Multidisciplinary curriculum at The Open University has continuously evolved throughout its history to meet changing circumstances, but it has also, more recently, adapted in response to external pressures that have led to the introduction of subject-specific degrees of varying types alongside it. However, in essence, it still provides the freedom for students to design their own qualifications in response to their own personal and/or professional needs, whilst also expanding the range of learning and credit that they can count towards an undergraduate or postgraduate qualification.

The evolution of multidisciplinary qualifications

The creation of the OU’s curriculum was strongly influenced by the ‘Robbins Report’ (Committee on Higher Education, 1963) that not only recommended immediate expansion of the number of universities and university students but also that, “a higher proportion should be receiving a broader education for their first degrees.”

In the early days, the basic objectives of an undergraduate education at the OU were:

  • To provide students with a range of multidisciplinary foundation courses;
  • To provide students with a range of courses which allow those who do not want to centre their studies on one particular area to plan a coherent basic degree programme;
  • To provide students with an opportunity to ‘major’ in a number of ‘areas of study’.

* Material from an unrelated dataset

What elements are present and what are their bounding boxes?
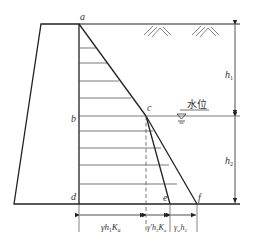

The founders of the OU acknowledged the suggestion made in the Robbins Report that students should be allowed to postpone their choice of ‘speciality’ until the end of their first year. As a result, students were required to start their study at Stage 1 by taking two Foundation courses, which were offered in Arts, Mathematics, Science, Social Science and Technology, thereby introducing them to a mixture of subjects at the start of their studies. In many respects, we might consider these Foundation courses to be the precursor to the OU’s current Access provision (at OU level 0) or ‘Key Introductory’ modules (at OU level 1, many of which still offer a broad interdisciplinary approach).

Despite the eventual introduction of subject-focused degrees in the 2000s in response to student demand for named degrees, the OU has continued to offer students the opportunity to tailor-make their own qualifications in line with the original mission of the OU founders, to provide a broad-based, complementary undergraduate education, for those that choose not to specialise in any one discipline area.